Who are RB Leipzig, And Why Are They Germany’s Most Hated Club?

(Picture: Action Images via Reuters)

RB Leipzig have so far taken German football by storm in their first ever season in the Bundesliga, and are currently second, just five points behind Bayern Munich.

With the goals and pace of 21-year-old Timo Werner, the league’s top-scorer so far this season, and the assists of the excellent Emil Forsberg, a strong contender for Bundesliga Player of The Season, Die Roten have settled into Germany’s top tier like they’ve been there for 10 years, when in reality they were only formed in 2009.

It has been an astronomical rise for the East German club, an area of the country that was ravaged by lack of funding and football scouts that ruined the football system in the region in 1990 after reunification.

It should therefore be a cause of celebration for Germany as a whole that a club from the East has risen from the ashes, and from awful management, to reach the country’s top footballing table, but that just isn’t the case – because RB Leipzig are the most hated club in Germany.

Emil Forsberg has gained plaudits this season, even if his club hasn’t (Picture: Action Images via Reuters)

Up until ’09, the club were known as SSV Markranstädt, and were a fifth division side that had plodded through the lower tiers of German football with barely anyone having heard of them. Then, out of nowhere, Red Bull, the Austrian energy drink company who also own Red Bull Salzburg and New York Red Bulls, bought the club.

As well as changing the name of the team, they also changed the club’s crest, kit colours and promised a huge transfer budget of nearly £85 million. They had high hopes for this tiny team, and wanted to take them to the top.

Germany’s governing football body (DFB) rules against clubs being named after club sponsors, so Markranstädt were craftily renamed Rasenballsport Leipzig – a name the controversial new owners said had nothing to do with Red Bull’s initials, despite them only ever refererring to them as ‘The Red Bull’s’ or RB.

The club goes against everything that has helped Germany become a footballing mecca for fans across the globe, who often travel to Bundesliga matches to be a part of some of the best atmosphere’s, at some great grounds, but for low prices. While in England, for example, you can pay thousands on a Premier League season ticket, a season ticket at Bayern costs a measly £104!

While fans often feel they are treated as customers, in Germany, fans are treated as just that – fans. With cheaper tickets, safe standing and beer on the terraces, the country has gained many plaudits, but RB’s emergence has threatened to curtail all the good work done.

The Red Bull marketing campaign is bad enough, but it is the corporate feel that has created the majority of ill-feeling in Germany. Much like their strict rules against naming rights, the DFB have strong laws to deter foreign investment from taking over clubs in ways similar to Man City and Chelsea.

This is a rule in place to keep German football sustainable, and is known as the “50+1” rule – a rule which means the club, and its shareholders, own a majority of voting rights within the club. Borussia Dortmund, for example, have nearly 200,000 members who all vote on big decisions at the club, from kit manufacturers to ticket prices.

This idea of fan ownership is incredibly popular, and a major part of football in Germany and why some love it so much – but Leipzig have allegedly gone against the 50+1 rule to make more money, and grow the club as a brand and as a business – with football somewhat as an after thought. Membership at Dortmund costs a fan £50 – at RB, it can cost £1000.

As a result, Leipzig only have 17 members who have paid and make the decisions that matter – and the majority of those are associates or employees of Red Bull, and would otherwise have no reason to care for the welfare or well-being of this up and coming club.

The way Leipzig, as a club, are run, is what makes them so incredibly hated. At a recent game between third placed Dortmund and Leipzig, controversy and violence ruled supreme. Fans of Dortmund threw bottles, stones and displayed banners to highlight their disgust towards the club they were playing.

Dortmund’s famous ‘Yellow Wall’ displaying their disgust for RB Leipzig (Picutre: Action Images via Reuters)

Some of the more family friendly things unfurled at Signal Iduna Park last month were “Slaughter the bulls” and “Red Bull, enemy of football”, but this is nothing new to fans of RB. All season, Berliner Kurier, a tabloid paper in Germany, have refused to call the club by its real name, and label them simply as Dosenverkauf (Can-sellers) in their reports. Similarly, in the first round of the Pokal Cup this season, Dynamo Dresden fans threw a severed bull’s head onto the pitch.

Since their formation, many boycotts and displays such as the one at Dortmund, in the media and at Dresden have hampered RB. Fans of the club say others are hypocrites, and also say Leipzig should be heralded as a club with a good philosphy for the way football should be played, and for having a good, young team with the likes of Werner and Oliver Burke.

However, for the majority of football supporters, that is not good enough, and for as long as they continue to exploit the game, and fans, they will remain Germany’s most hated club.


[What you will do]
All of the data is to be repeated verbatim.

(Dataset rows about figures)
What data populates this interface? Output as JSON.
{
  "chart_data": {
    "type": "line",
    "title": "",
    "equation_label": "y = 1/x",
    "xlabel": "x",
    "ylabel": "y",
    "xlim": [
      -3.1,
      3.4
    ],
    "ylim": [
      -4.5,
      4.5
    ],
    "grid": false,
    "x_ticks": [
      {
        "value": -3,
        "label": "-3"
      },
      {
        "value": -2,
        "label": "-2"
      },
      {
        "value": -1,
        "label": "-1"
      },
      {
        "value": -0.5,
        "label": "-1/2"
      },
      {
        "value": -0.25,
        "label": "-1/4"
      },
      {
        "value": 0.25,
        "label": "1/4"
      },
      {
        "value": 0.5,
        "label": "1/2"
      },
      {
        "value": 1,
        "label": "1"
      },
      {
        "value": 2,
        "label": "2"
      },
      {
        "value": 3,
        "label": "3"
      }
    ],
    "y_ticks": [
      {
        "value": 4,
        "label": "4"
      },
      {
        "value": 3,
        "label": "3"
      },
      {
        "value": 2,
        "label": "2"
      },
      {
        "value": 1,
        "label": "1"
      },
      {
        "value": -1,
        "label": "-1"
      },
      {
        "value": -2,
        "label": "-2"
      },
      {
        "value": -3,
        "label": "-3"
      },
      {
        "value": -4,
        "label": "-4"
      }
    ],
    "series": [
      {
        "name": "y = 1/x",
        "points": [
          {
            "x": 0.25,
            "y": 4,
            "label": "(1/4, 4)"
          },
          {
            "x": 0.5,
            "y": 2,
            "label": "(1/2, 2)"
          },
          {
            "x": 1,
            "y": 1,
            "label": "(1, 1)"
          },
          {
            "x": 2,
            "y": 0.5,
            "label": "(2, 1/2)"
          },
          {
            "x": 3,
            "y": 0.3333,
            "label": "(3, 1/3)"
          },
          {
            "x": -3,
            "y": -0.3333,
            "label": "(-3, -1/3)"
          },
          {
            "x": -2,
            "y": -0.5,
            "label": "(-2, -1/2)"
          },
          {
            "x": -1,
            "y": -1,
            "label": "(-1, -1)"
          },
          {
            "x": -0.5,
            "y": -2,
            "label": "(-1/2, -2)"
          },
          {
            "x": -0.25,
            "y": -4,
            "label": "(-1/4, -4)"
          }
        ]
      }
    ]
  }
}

[Written reply]
What data populates this interface? Output as JSON.
{
  "chart_data": {
    "type": "line",
    "title": "",
    "equation_label": "y = 1/x",
    "xlabel": "x",
    "ylabel": "y",
    "xlim": [
      -3.1,
      3.4
    ],
    "ylim": [
      -4.5,
      4.5
    ],
    "grid": false,
    "x_ticks": [
      {
        "value": -3,
        "label": "-3"
      },
      {
        "value": -2,
        "label": "-2"
      },
      {
        "value": -1,
        "label": "-1"
      },
      {
        "value": -0.5,
        "label": "-1/2"
      },
      {
        "value": -0.25,
        "label": "-1/4"
      },
      {
        "value": 0.25,
        "label": "1/4"
      },
      {
        "value": 0.5,
        "label": "1/2"
      },
      {
        "value": 1,
        "label": "1"
      },
      {
        "value": 2,
        "label": "2"
      },
      {
        "value": 3,
        "label": "3"
      }
    ],
    "y_ticks": [
      {
        "value": 4,
        "label": "4"
      },
      {
        "value": 3,
        "label": "3"
      },
      {
        "value": 2,
        "label": "2"
      },
      {
        "value": 1,
        "label": "1"
      },
      {
        "value": -1,
        "label": "-1"
      },
      {
        "value": -2,
        "label": "-2"
      },
      {
        "value": -3,
        "label": "-3"
      },
      {
        "value": -4,
        "label": "-4"
      }
    ],
    "series": [
      {
        "name": "y = 1/x",
        "points": [
          {
            "x": 0.25,
            "y": 4,
            "label": "(1/4, 4)"
          },
          {
            "x": 0.5,
            "y": 2,
            "label": "(1/2, 2)"
          },
          {
            "x": 1,
            "y": 1,
            "label": "(1, 1)"
          },
          {
            "x": 2,
            "y": 0.5,
            "label": "(2, 1/2)"
          },
          {
            "x": 3,
            "y": 0.3333,
            "label": "(3, 1/3)"
          },
          {
            "x": -3,
            "y": -0.3333,
            "label": "(-3, -1/3)"
          },
          {
            "x": -2,
            "y": -0.5,
            "label": "(-2, -1/2)"
          },
          {
            "x": -1,
            "y": -1,
            "label": "(-1, -1)"
          },
          {
            "x": -0.5,
            "y": -2,
            "label": "(-1/2, -2)"
          },
          {
            "x": -0.25,
            "y": -4,
            "label": "(-1/4, -4)"
          }
        ]
      }
    ]
  }
}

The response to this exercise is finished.